The PKP opposed the construction of Tel Aviv Harbor (where immigrant boats docked) and repudiated each batch of new immigration certificates issued. These were entry visas allotted very tight-fistedly by the British mandatory authorities to Jews already then desperately escaping Europe. The PKP, purportedly anti-British and anti-fascist, opposed rescuing these Jews. In that it sided with the infamous Mufti Haj Amin al-Husseini who instigated the Nazi-financed carnage that was the 1936-39 “Great Arab Revolt.”

Husseini subsequently, in the role of pan-Arab prime minister, spent the war years in Berlin, where he consorted with Hitler, Himmler, Eichmann, et al. He broadcast virulent Nazi propaganda, recruited Muslims to the SS and actively foiled the rescue of any Jews, even children, during the Holocaust.

Indeed as Arab terror escalated, proof mounted of active PKP collusion with it (in incidents such as the 1936 bombing of Haifa’s Beit Hapoalim and Tel Aviv’s Fair Grounds). When Arab leaders themselves announced a brief truce in the autumn of 1936, the PKP rejected any ceasefire on the grounds that “Zionism drags Jews to hell… Zionists and imperialists alone are to blame for these days of atrocity” – much like settlers are nowadays held liable.

The anti-Zionism of the PKP evolved gradually. The party arose from the fringes of the broad-based Poalei Zion. In 1919 – coincidentally the year in which Rosa was fatally bludgeoned – the embryo faction banded as the Hebrew Socialist Workers Party. But by 1922 its rejection of Zionism became so all-encompassing that it ditched Hebrew – whose revival was core to the Zionist ethos – and reverted to Yiddish (the language which Moscow’s commissars preferred for Jews).

In 1923 the PKP castigated Zionism as “a bourgeois movement serving the interests of British imperialism” (just as the Zionist state today is castigated for purportedly serving the interests of alleged American imperialism). The party cheered the 1939 Molotov-Ribbentrop pact that facilitated WWII. The PKP vehemently opposed fighting the Third Reich until Hitler betrayed Stalin and attacked the USSR in 1941.
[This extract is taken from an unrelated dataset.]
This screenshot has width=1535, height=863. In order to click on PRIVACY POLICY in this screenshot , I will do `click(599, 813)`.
History is an irreverent matchmaker with a quirky sense of irony.

Back in pre-state days, when the PKP assumed it was abetting Marxist goals, it also inter alia furthered the fascist game plan. It’s not much different today.
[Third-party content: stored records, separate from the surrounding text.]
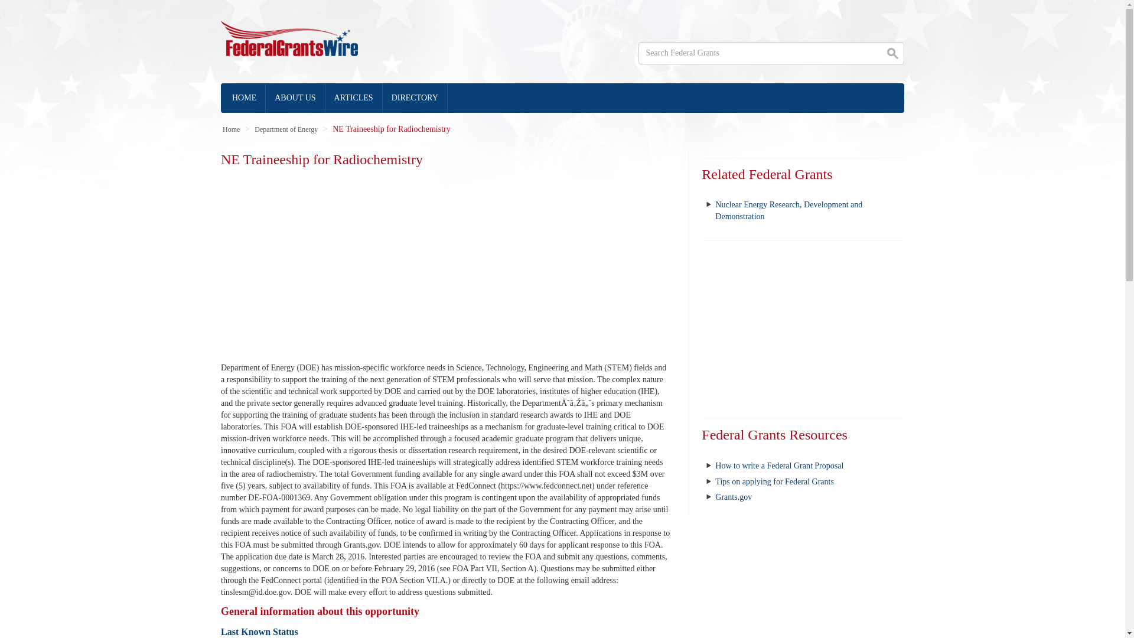 Image resolution: width=1134 pixels, height=638 pixels. I want to click on ABOUT US, so click(295, 98).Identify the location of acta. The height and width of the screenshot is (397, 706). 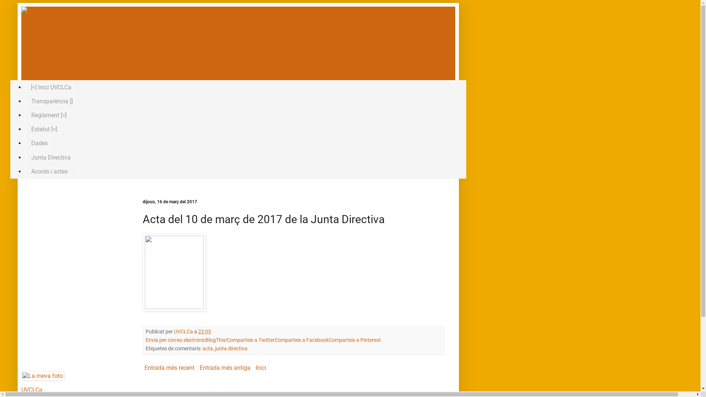
(208, 349).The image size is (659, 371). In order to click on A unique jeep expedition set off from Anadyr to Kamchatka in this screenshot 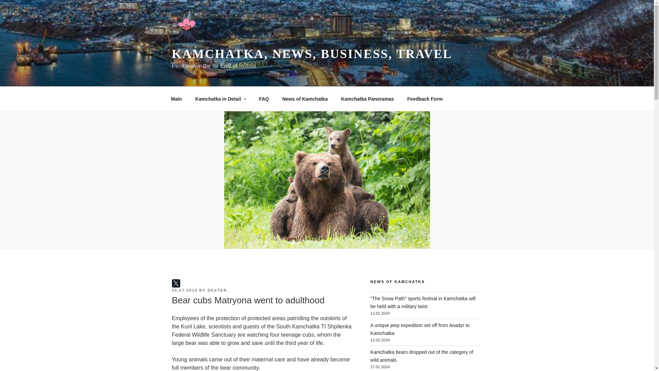, I will do `click(420, 329)`.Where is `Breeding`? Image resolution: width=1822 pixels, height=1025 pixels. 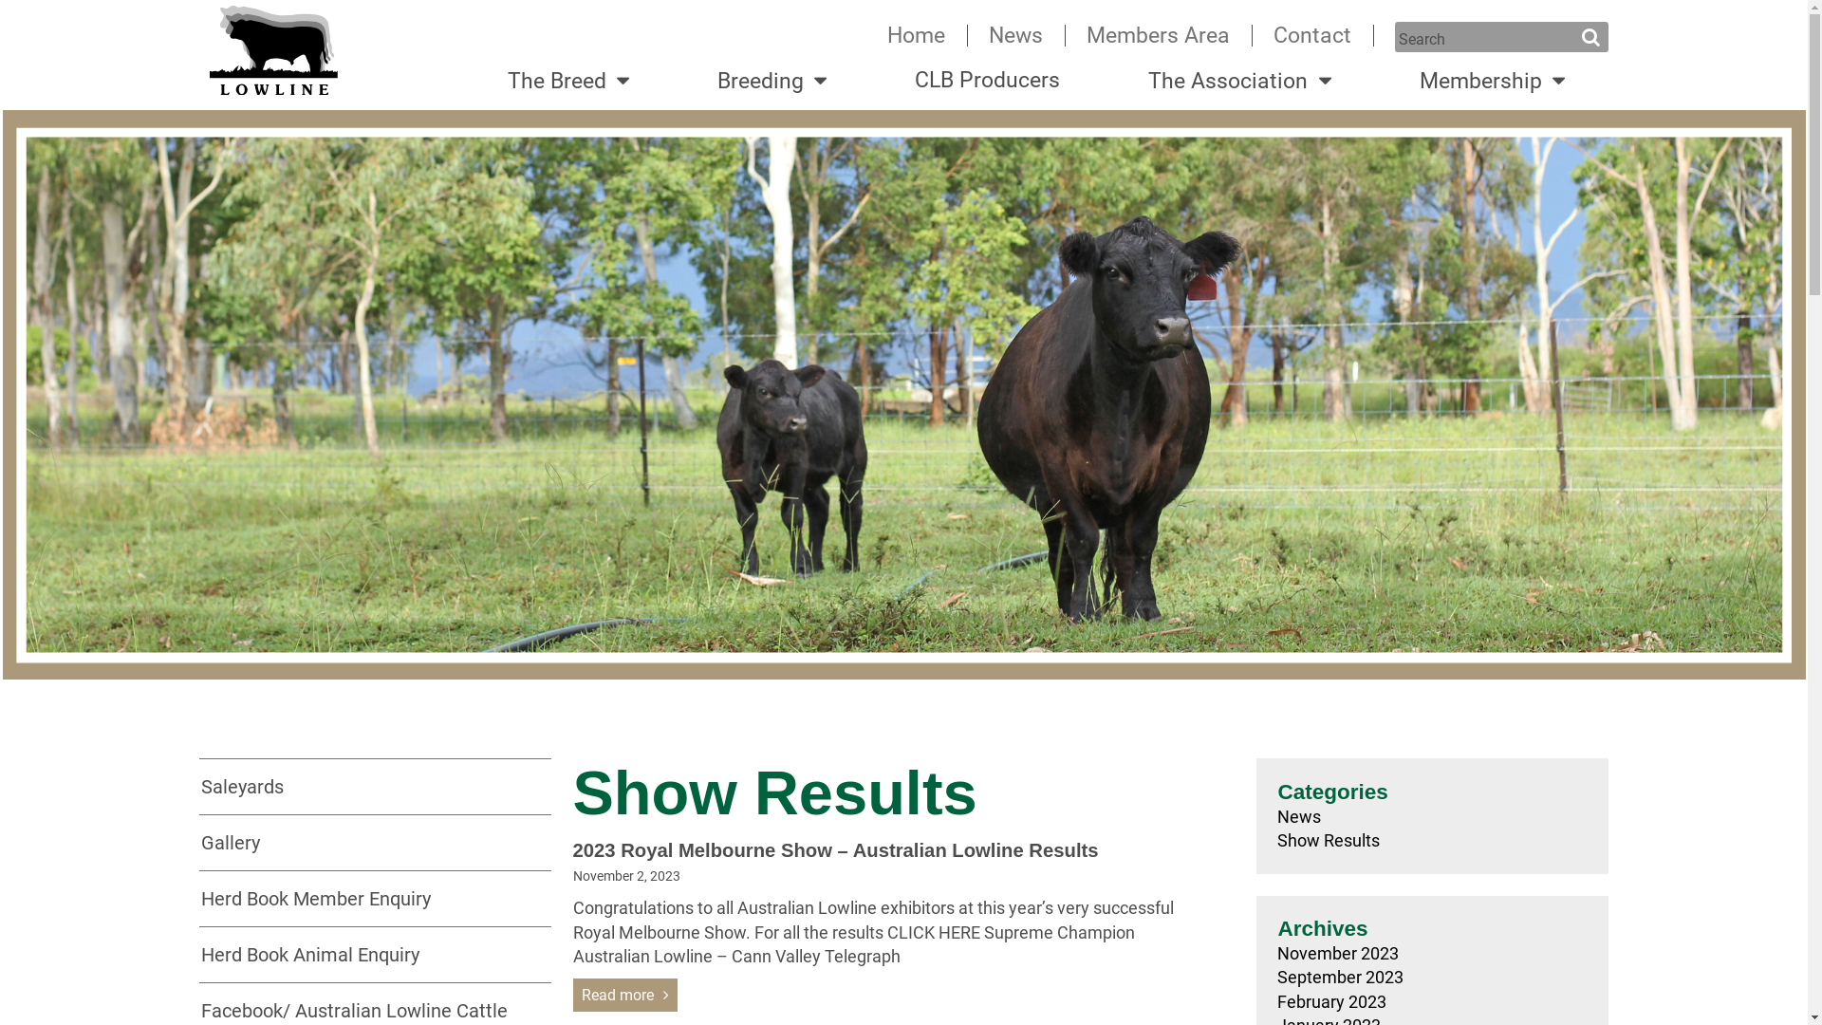 Breeding is located at coordinates (771, 82).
The anti-Israel and pro-Arab line that Hass promotes appeals equally to anti-Israel forces on the international arena’s left and to rightist neo-Nazi outfits abroad. The rhetoric to which both supposed opposites resort when demonizing Israel is eerily similar. Hass delights them both.
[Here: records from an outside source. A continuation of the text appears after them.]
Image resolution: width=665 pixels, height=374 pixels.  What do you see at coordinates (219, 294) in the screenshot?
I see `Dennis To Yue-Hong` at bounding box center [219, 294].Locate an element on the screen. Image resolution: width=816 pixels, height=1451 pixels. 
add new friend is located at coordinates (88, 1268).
She may pose as the embodiment of humane admonition and hector as the self-appointed voice of Israeli conscience. She may adopt the affectation of doing the moral thing in our name but the end result is immoral and indisputably at our expense.

Hass and her like-minded cronies in our midst aren’t held accountable and most probably never will. They are sure to continue deriding the Israeli mainstream’s disapproval of them. They will keep on deriving clout and celebrity in distant salons, campuses and media.

They’ll keep on molding foreign opinion against their own people. Like Rosa, her heirs too have no room in their hearts for Jewish suffering. Rosa’s ghost walks among them and they bow to its diktats.